Warfare by delegation through networks of surrogates has become an integral part for how the state is dealing with the challenges of the 21st century – both on the conventional battlefield as well as in the information environment. Based on their book Surrogate Warfare: The Transformation of War in the 21st Century (Georgetown University Press, 2019), Andreas Krieg and Jean-Marc Rickli will discuss how in the context of a globalized, privatized, securitized and mediatized geo-strategic environment, states develop new means of statecraft by delegation to achieve their strategic ends.

When: Monday 23 May at 13:30-15:00. 

Where: CSS, Øster Farimagsgade 5, 1353 København K, Room 2.1.12 (building 2, first floor). The event will be livestreamed on CMS' Facebook page. 

Register here for the physical event no later than 19 May.

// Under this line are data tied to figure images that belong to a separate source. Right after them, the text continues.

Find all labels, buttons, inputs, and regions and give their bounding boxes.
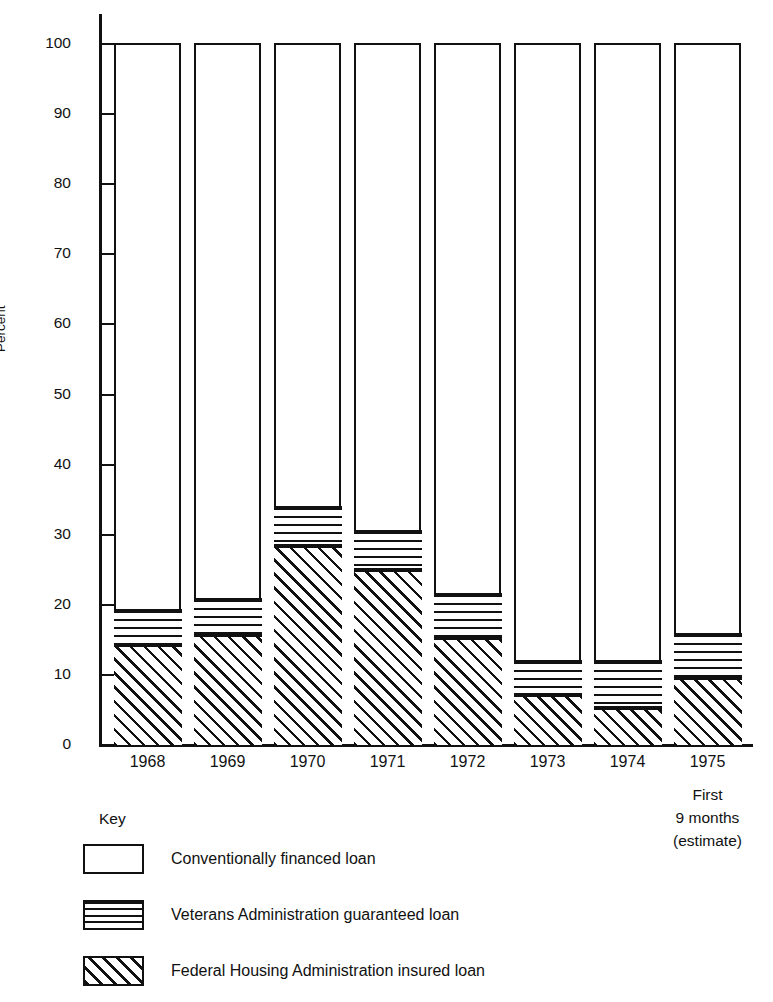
segment-va-1974	[594, 660, 662, 708]
x-tick-label-1974: 1974	[583, 753, 673, 771]
segment-fha-1972	[434, 638, 502, 744]
bar-1972	[434, 43, 501, 744]
y-tick-label: 60	[25, 315, 71, 331]
bar-1970	[274, 43, 341, 744]
legend-swatch-horizontal-lines	[83, 900, 144, 930]
segment-fha-1971	[354, 570, 422, 745]
stacked-bar-chart: Percent 1009080706050403020100 196819691…	[0, 0, 773, 1002]
segment-va-1972	[434, 593, 502, 639]
legend-item: Veterans Administration guaranteed loan	[83, 894, 643, 936]
segment-va-1975	[674, 633, 742, 679]
y-tick-label: 20	[25, 596, 71, 612]
bar-1968	[114, 43, 181, 744]
segment-va-1970	[274, 506, 342, 546]
legend-rows: Conventionally financed loanVeterans Adm…	[83, 838, 643, 992]
x-tick-label-1969: 1969	[183, 753, 273, 771]
segment-fha-1973	[514, 695, 582, 744]
segment-fha-1968	[114, 645, 182, 744]
x-axis-note-1975: First9 months(estimate)	[648, 783, 768, 852]
legend-label: Federal Housing Administration insured l…	[171, 962, 485, 980]
y-tick-label: 80	[25, 175, 71, 191]
segment-va-1969	[194, 598, 262, 634]
bar-1973	[514, 43, 581, 744]
y-tick-label: 0	[25, 736, 71, 752]
x-tick-label-1973: 1973	[503, 753, 593, 771]
y-tick-label: 100	[25, 35, 71, 51]
y-tick-label: 50	[25, 386, 71, 402]
segment-fha-1969	[194, 635, 262, 745]
x-tick-label-1968: 1968	[103, 753, 193, 771]
legend-label: Veterans Administration guaranteed loan	[171, 906, 459, 924]
legend-item: Conventionally financed loan	[83, 838, 643, 880]
y-tick-label: 10	[25, 666, 71, 682]
legend: Key Conventionally financed loanVeterans…	[83, 810, 643, 1002]
plot-area	[101, 43, 745, 744]
bar-1974	[594, 43, 661, 744]
x-tick-label-1971: 1971	[343, 753, 433, 771]
segment-fha-1970	[274, 546, 342, 745]
segment-va-1968	[114, 609, 182, 645]
x-note-line: (estimate)	[648, 829, 768, 852]
segment-fha-1975	[674, 678, 742, 744]
bar-1975	[674, 43, 741, 744]
y-axis-title: Percent	[0, 305, 8, 352]
segment-va-1973	[514, 660, 582, 695]
legend-title: Key	[99, 810, 643, 828]
bar-1969	[194, 43, 261, 744]
x-tick-label-1975: 1975	[663, 753, 753, 771]
y-tick-label: 90	[25, 105, 71, 121]
y-tick-label: 40	[25, 456, 71, 472]
segment-va-1971	[354, 530, 422, 570]
x-tick-label-1972: 1972	[423, 753, 513, 771]
bar-1971	[354, 43, 421, 744]
legend-swatch-white	[83, 844, 144, 874]
legend-label: Conventionally financed loan	[171, 850, 376, 868]
y-tick-label: 30	[25, 526, 71, 542]
legend-swatch-diagonal-hatch	[83, 956, 144, 986]
x-note-line: 9 months	[648, 806, 768, 829]
legend-item: Federal Housing Administration insured l…	[83, 950, 643, 992]
segment-fha-1974	[594, 708, 662, 745]
x-note-line: First	[648, 783, 768, 806]
y-tick-label: 70	[25, 245, 71, 261]
x-tick-label-1970: 1970	[263, 753, 353, 771]
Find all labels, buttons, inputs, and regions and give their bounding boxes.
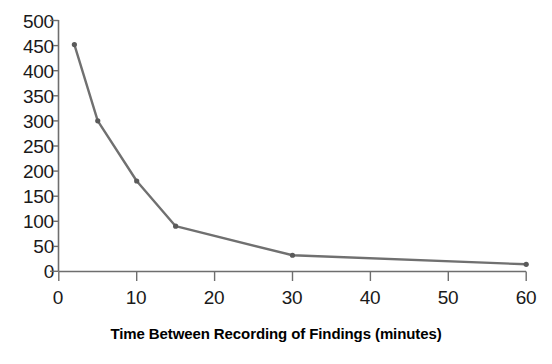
data-series-findings <box>72 42 529 267</box>
data-point <box>524 262 529 267</box>
x-axis-title: Time Between Recording of Findings (minu… <box>0 325 552 342</box>
chart-container: 500 450 400 350 300 250 200 150 100 50 0… <box>0 0 552 364</box>
data-point <box>95 118 100 123</box>
plot-area <box>0 0 552 364</box>
y-axis <box>50 20 59 271</box>
x-axis <box>59 272 527 282</box>
data-point <box>173 224 178 229</box>
data-point <box>134 178 139 183</box>
data-point <box>72 42 77 47</box>
series-line <box>74 45 526 265</box>
data-point <box>290 253 295 258</box>
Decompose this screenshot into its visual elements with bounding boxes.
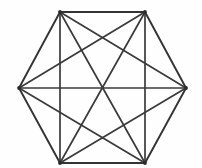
complete-graph-k6-diagram [0, 0, 202, 168]
graph-vertex-top-right [143, 10, 147, 14]
graph-vertex-bottom-right [143, 161, 147, 165]
graph-vertex-right [184, 86, 188, 90]
graph-vertex-left [17, 86, 21, 90]
figure-canvas [0, 0, 202, 168]
graph-vertex-top-left [58, 10, 62, 14]
graph-vertex-bottom-left [58, 161, 62, 165]
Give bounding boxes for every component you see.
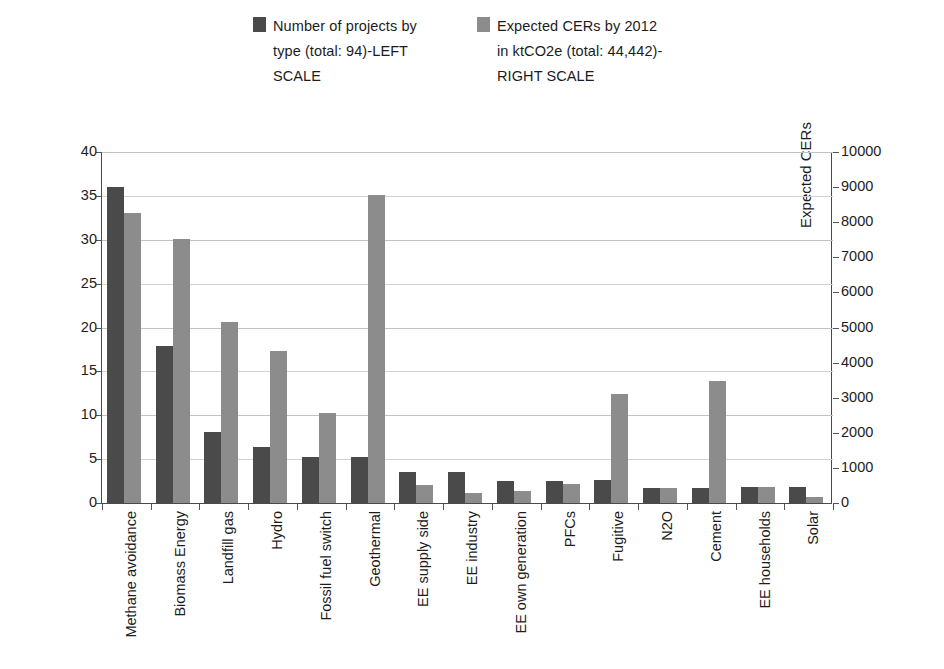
- y-axis-left-tick-label: 10: [37, 407, 97, 422]
- y-axis-right-tick-label: 8000: [841, 214, 911, 229]
- y-axis-left-tick-label: 15: [37, 363, 97, 378]
- bar-cers: [514, 491, 531, 503]
- plot-area: [101, 152, 832, 503]
- x-axis-tick: [784, 503, 785, 510]
- y-axis-right-tick-label: 0: [841, 495, 911, 510]
- bar-cers: [563, 484, 580, 503]
- bar-group: [736, 152, 785, 503]
- bar-projects: [643, 488, 660, 503]
- x-axis-category-label: EE industry: [464, 511, 480, 585]
- bar-projects: [741, 487, 758, 503]
- bar-projects: [448, 472, 465, 503]
- legend-item-cers: Expected CERs by 2012 in ktCO2e (total: …: [477, 14, 677, 106]
- bar-group: [297, 152, 346, 503]
- x-axis-tick: [443, 503, 444, 510]
- x-axis-category-label: EE supply side: [415, 511, 431, 607]
- bar-projects: [594, 480, 611, 503]
- y-axis-right-tick-label: 1000: [841, 460, 911, 475]
- y-axis-right-tick: [833, 152, 839, 153]
- y-axis-right-tick-label: 6000: [841, 284, 911, 299]
- y-axis-left-tick-label: 0: [37, 495, 97, 510]
- bar-group: [687, 152, 736, 503]
- bar-cers: [221, 322, 238, 503]
- legend-label-cers: Expected CERs by 2012 in ktCO2e (total: …: [497, 14, 662, 89]
- bar-projects: [156, 346, 173, 503]
- bar-cers: [368, 195, 385, 503]
- x-axis-category-label: Cement: [708, 511, 724, 562]
- bar-projects: [789, 487, 806, 503]
- bar-projects: [497, 481, 514, 503]
- y-axis-right-tick: [833, 222, 839, 223]
- bar-group: [102, 152, 151, 503]
- x-axis-category-label: Solar: [805, 511, 821, 545]
- x-axis-category-label: Biomass Energy: [172, 511, 188, 617]
- x-axis-tick: [638, 503, 639, 510]
- x-axis-tick: [589, 503, 590, 510]
- y-axis-right-tick: [833, 363, 839, 364]
- bar-group: [492, 152, 541, 503]
- x-axis-category-label: Methane avoidance: [123, 511, 139, 638]
- bar-group: [199, 152, 248, 503]
- bar-cers: [465, 493, 482, 503]
- x-axis-category-label: Landfill gas: [220, 511, 236, 584]
- y-axis-left-tick-label: 25: [37, 276, 97, 291]
- x-axis-tick: [199, 503, 200, 510]
- x-axis-category-label: PFCs: [562, 511, 578, 547]
- y-axis-right-tick: [833, 292, 839, 293]
- bar-cers: [758, 487, 775, 503]
- bar-cers: [319, 413, 336, 503]
- x-axis-line: [101, 503, 832, 504]
- legend-swatch-cers: [477, 17, 490, 32]
- bar-group: [638, 152, 687, 503]
- bar-projects: [351, 457, 368, 504]
- bar-group: [784, 152, 833, 503]
- bar-cers: [660, 488, 677, 503]
- y-axis-right-tick-label: 5000: [841, 320, 911, 335]
- x-axis-tick: [346, 503, 347, 510]
- bar-projects: [204, 432, 221, 503]
- x-axis-tick: [541, 503, 542, 510]
- x-axis-category-label: Geothermal: [367, 511, 383, 587]
- x-axis-tick: [297, 503, 298, 510]
- x-axis-category-label: EE own generation: [513, 511, 529, 634]
- x-axis-category-label: Hydro: [269, 511, 285, 550]
- y-axis-left-tick-label: 40: [37, 144, 97, 159]
- y-axis-right-tick-label: 10000: [841, 144, 911, 159]
- bar-group: [248, 152, 297, 503]
- x-axis-tick: [151, 503, 152, 510]
- x-axis-tick: [394, 503, 395, 510]
- bar-projects: [107, 187, 124, 503]
- bar-cers: [611, 394, 628, 503]
- legend-swatch-projects: [253, 17, 266, 32]
- y-axis-left-tick-label: 5: [37, 451, 97, 466]
- y-axis-left-tick-label: 20: [37, 320, 97, 335]
- x-axis-tick: [736, 503, 737, 510]
- bar-cers: [416, 485, 433, 503]
- bar-cers: [124, 213, 141, 503]
- y-axis-right-tick: [833, 328, 839, 329]
- bar-group: [443, 152, 492, 503]
- y-axis-right-tick-label: 9000: [841, 179, 911, 194]
- bar-projects: [399, 472, 416, 503]
- bar-cers: [173, 239, 190, 503]
- y-axis-left-tick-label: 35: [37, 188, 97, 203]
- x-axis-category-label: EE households: [757, 511, 773, 609]
- bar-cers: [270, 351, 287, 503]
- y-axis-right-tick: [833, 257, 839, 258]
- bar-group: [589, 152, 638, 503]
- bar-projects: [546, 481, 563, 503]
- x-axis-tick: [102, 503, 103, 510]
- x-axis-category-label: Fugitive: [610, 511, 626, 562]
- bar-projects: [253, 447, 270, 503]
- y-axis-right-tick-label: 7000: [841, 249, 911, 264]
- x-axis-category-label: Fossil fuel switch: [318, 511, 334, 621]
- x-axis-category-label: N2O: [659, 511, 675, 541]
- bar-group: [541, 152, 590, 503]
- bar-projects: [692, 488, 709, 503]
- legend-item-projects: Number of projects by type (total: 94)-L…: [253, 14, 453, 106]
- x-axis-tick: [492, 503, 493, 510]
- legend-label-projects: Number of projects by type (total: 94)-L…: [273, 14, 417, 89]
- x-axis-tick: [248, 503, 249, 510]
- bar-group: [346, 152, 395, 503]
- bar-group: [151, 152, 200, 503]
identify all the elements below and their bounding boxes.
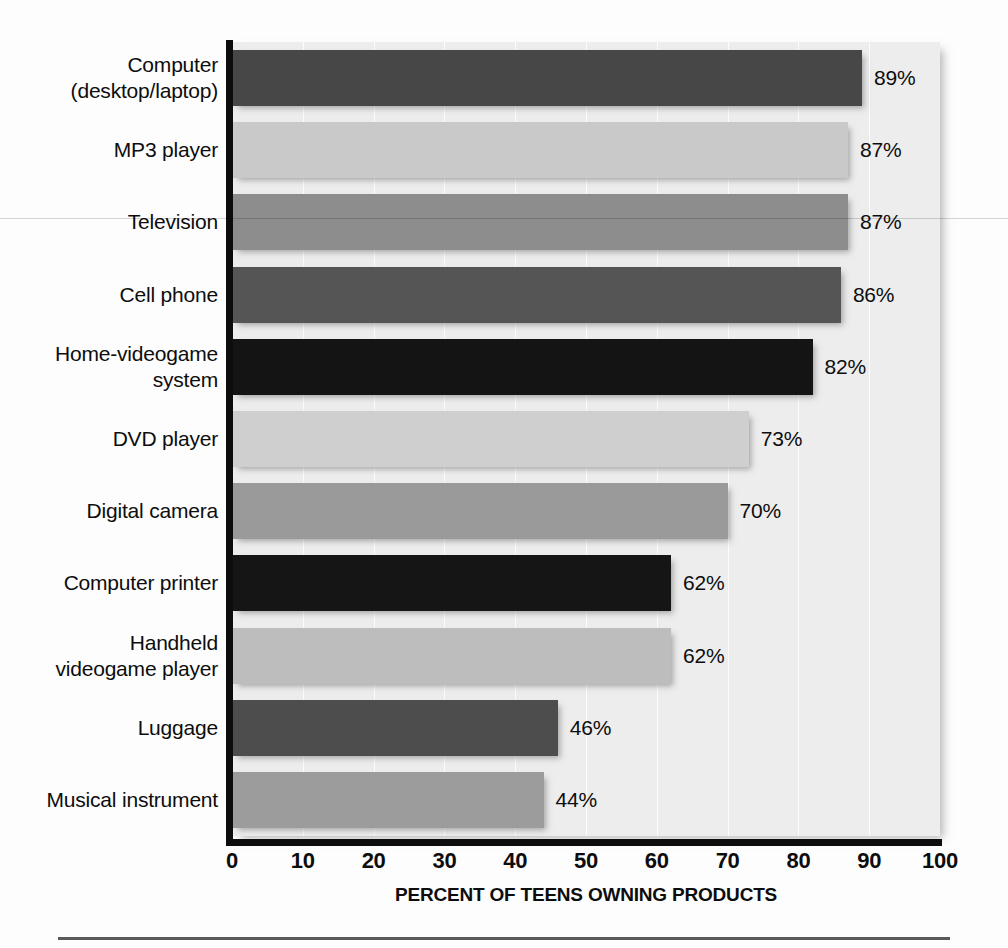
- category-labels: Computer (desktop/laptop)MP3 playerTelev…: [0, 42, 218, 836]
- bar-value-label: 62%: [683, 571, 724, 595]
- bar: [232, 772, 544, 828]
- y-axis-line: [226, 40, 233, 846]
- x-tick-label: 70: [716, 848, 740, 874]
- bar: [232, 628, 671, 684]
- category-label: MP3 player: [4, 137, 218, 163]
- category-label: Musical instrument: [4, 787, 218, 813]
- bar-row: 62%: [232, 628, 940, 684]
- bar-row: 46%: [232, 700, 940, 756]
- category-label: Luggage: [4, 715, 218, 741]
- bar-value-label: 82%: [825, 355, 866, 379]
- bar: [232, 411, 749, 467]
- bar-value-label: 86%: [853, 283, 894, 307]
- category-label: Digital camera: [4, 498, 218, 524]
- plot-area: 89%87%87%86%82%73%70%62%62%46%44%: [232, 42, 940, 836]
- bar-row: 87%: [232, 122, 940, 178]
- bar: [232, 267, 841, 323]
- bar-row: 62%: [232, 555, 940, 611]
- x-tick-label: 80: [786, 848, 810, 874]
- x-tick-label: 0: [226, 848, 238, 874]
- category-label: DVD player: [4, 426, 218, 452]
- bar-value-label: 62%: [683, 644, 724, 668]
- category-label: Computer printer: [4, 570, 218, 596]
- bar-row: 70%: [232, 483, 940, 539]
- bar-value-label: 87%: [860, 210, 901, 234]
- x-tick-label: 50: [574, 848, 598, 874]
- footer-rule: [58, 937, 950, 940]
- category-label: Home-videogame system: [4, 341, 218, 393]
- category-label: Computer (desktop/laptop): [4, 52, 218, 104]
- bar-value-label: 89%: [874, 66, 915, 90]
- bar-row: 86%: [232, 267, 940, 323]
- x-tick-label: 90: [857, 848, 881, 874]
- x-tick-label: 100: [922, 848, 958, 874]
- bar-row: 44%: [232, 772, 940, 828]
- bar-row: 82%: [232, 339, 940, 395]
- x-tick-label: 40: [503, 848, 527, 874]
- bar: [232, 194, 848, 250]
- x-axis-tick-labels: 0102030405060708090100: [0, 848, 1008, 882]
- bar-value-label: 87%: [860, 138, 901, 162]
- bar-row: 89%: [232, 50, 940, 106]
- category-label: Television: [4, 209, 218, 235]
- bar: [232, 483, 728, 539]
- bar-value-label: 70%: [740, 499, 781, 523]
- bar: [232, 555, 671, 611]
- bar-value-label: 46%: [570, 716, 611, 740]
- x-tick-label: 30: [432, 848, 456, 874]
- bar-chart-figure: 89%87%87%86%82%73%70%62%62%46%44% Comput…: [0, 0, 1008, 948]
- category-label: Cell phone: [4, 282, 218, 308]
- bar-value-label: 44%: [556, 788, 597, 812]
- bar-row: 87%: [232, 194, 940, 250]
- bar: [232, 122, 848, 178]
- x-axis-title: PERCENT OF TEENS OWNING PRODUCTS: [232, 884, 940, 906]
- bar: [232, 50, 862, 106]
- bar: [232, 700, 558, 756]
- x-tick-label: 20: [362, 848, 386, 874]
- x-tick-label: 60: [645, 848, 669, 874]
- x-tick-label: 10: [291, 848, 315, 874]
- category-label: Handheld videogame player: [4, 630, 218, 682]
- bar-value-label: 73%: [761, 427, 802, 451]
- bar-row: 73%: [232, 411, 940, 467]
- x-axis-line: [226, 839, 942, 846]
- bar: [232, 339, 813, 395]
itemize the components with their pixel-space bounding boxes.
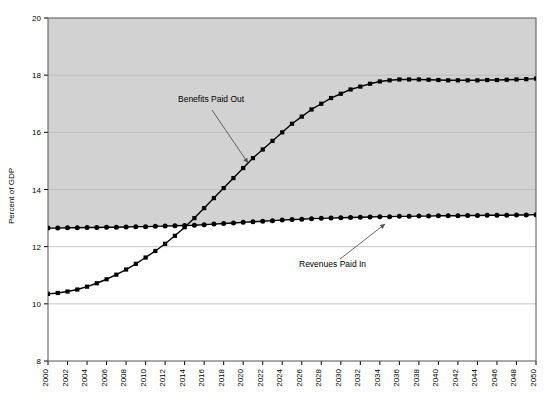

Andreas Krieg is an associate professor at the School of Security Studies at King’s College London, Royal College of Defence Studies, and fellow at the Institute of Middle Eastern Studies. Krieg’s research focuses on a variety of different subjects relating to the academic discipline of security studies in the geographic context of the MENA region. In particular, he looks at violent non-state actors in the MENA region and their competition with state authority to provide communal resilience. Krieg’s recent publications include, Subversion – The Weaponization of Narratives (Georgetown University Press, 2022); Divided Gulf: The Anatomy of a Crisis (Palgrave Macmillan, 2019);

Jean-Marc Rickli is the head of global and emerging risks at the Geneva Centre for Security Policy (GCSP) in Geneva, Switzerland. He is also the co-chair of the NATO Partnership for Peace Consortium (PfPC) on Emerging Security Challenges Working Group and a senior advisor for the Artificial Intelligence Initiative at the Future Society. He represents the GCSP in the United Nations in the framework of the Governmental Group of Experts on Lethal Autonomous Weapons Systems (LAWS). In 2020, he was nominated as one of the 100 most influential French-speaking Swiss by the Swiss newspaper Le Temps. Rickli received his PhD in International Relations from Oxford University.

The seminar will be moderated by CMS Researcher Cornelia Baciu.